The 3 Imperatives of Effective Collaboration

The biggest barrier to collaboration? All the strong individuals companies hire!

How did we get to the team effectiveness framework explained in my book, Lessons from Mars.? Here was our journey - grab a seat.

How do you get Achievement-motivated individuals to collaborate?

McClelland’s Needs Theory

McClelland’s Needs Theory

I worked at IBM for three years where I learned about motives, specifically McClelland’s Needs theory. I applied that knowledge several years later to the insights I developed while working at Mars. I was trying to understand why people there weren’t collaborating as much or as effectively as they could.

The question I formulated based on that confluence of knowledge and insight was, “How do you get motivated individual achievers to work together?” Phrased as the quest I felt I was on, I was seeking to get highly driven individuals to see collaboration as just another thing to be achieved, to feel that collaboration was as compelling and important as the individual tasks they’d been assigned. To use a word I’ve used several times already in this series, I sought to stimulate more intentional collaboration, collaboration that was more thoughtful, more planned.

The answer to my initial question and the object of my quest turned out to be simple. It was clarity. One of the clearest findings after reviewing my interview data was that team members repeatedly said something like, “Hey, I know I should collaborate more, I just don’t.” At the time, it struck me as odd. Especially since one of the questions I regularly asked in my interviews was, “What are your shared goals and targets?” They always had answers.

Shared goals are necessary but don’t motivate teamwork

My review of the interview data reminded me that their answers to the shared goals question were all over the place. In the same team I might be told it was top-line growth, market share growth or retention of key employees. Their answers might have included a whole list of things but whatever they were, they were rarely aligned.

For a few years I focused on goal alignment with teams because I assumed that having that clarity would help them operate better as a team. What I learned through my research was that my well-intended alignment efforts weren’t helping collaboration. It wasn’t just about shared goals, I realized. To get more intentional collaboration, teams needed alignment on which work, which specific tasks required collaboration and which didn’t.

What is the shared work and why is it important

There’s another level to this idea of clarity of shared work. To tap into the achievement drive that was so prevalent at Mars, team members required clarity about why their shared work mattered, why it was important. Just because you tell someone, “Go do this with Bill,” doesn’t mean that they’ll do it if it doesn’t feel compelling to them.

At this stage of the research phase I posited that intentional collaboration demanded clarity of why collaboration mattered and what specific work would deliver the goods. I sometimes refer to these two aspects as the Big Why and the Big What of Clarity.

Another significant insight from my research was that teams were terrible at doing what they said they were going to do in areas like meetings and consistent operations.
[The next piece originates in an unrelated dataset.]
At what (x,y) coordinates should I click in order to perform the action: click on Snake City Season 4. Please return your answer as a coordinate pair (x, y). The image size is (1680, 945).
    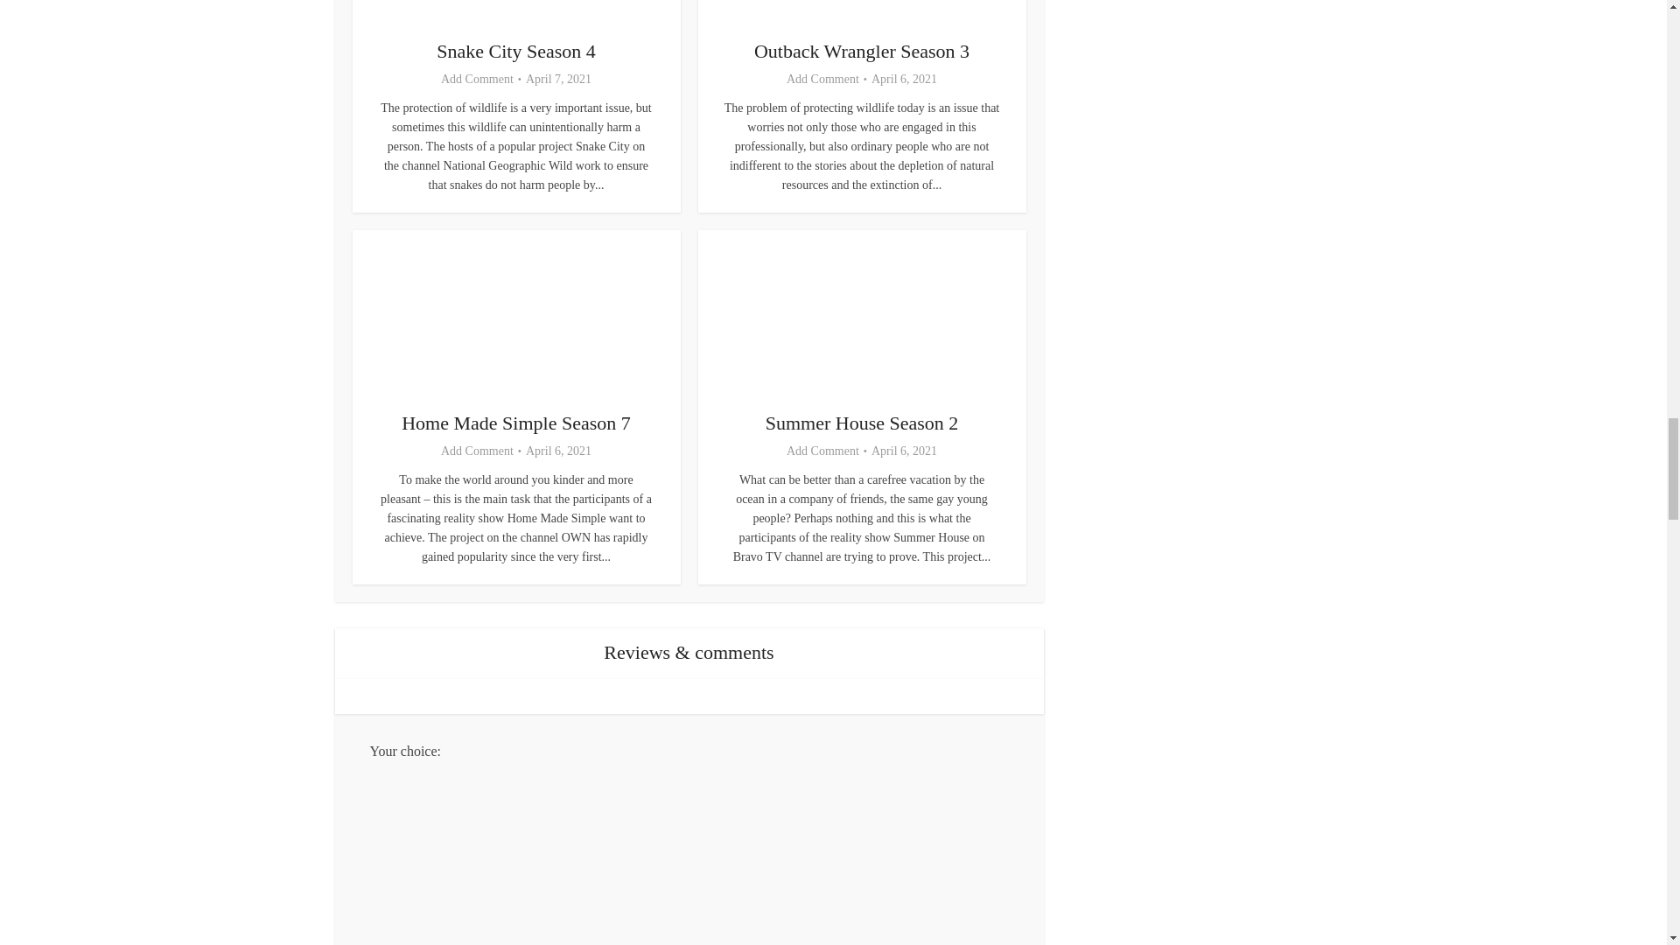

Their team processes were not effective regardless of the kind of team or their level in the organization.

The Three Imperatives of Effective Collaboration

The Three Imperatives of Effective Collaboration

The Three imperatives

With these insights in mind, a three-part model started to take shape. Teams, in order to be more intentional, needed greater clarity about why collaboration mattered and which specific work required it. And, they needed a modicum of discipline to take advantage of the intentionality that clarity would spawn, enabling them to deliver consistently on their Big Why and that big What.

I dubbed these the Three Imperatives and began to capitalize them. Clarity enables Intentionality and is supported by Discipline. The Three Imperatives was the first model, the first hypothesis I developed from my research. It wouldn’t be the last because as useful as it was for framing a potential solution, it was more a prescription than a remedy.

More details will be coming up in my next Blog. From there we’ll journey through the practices that grew out of The Imperatives and that are the foundation of our framework for collaboration.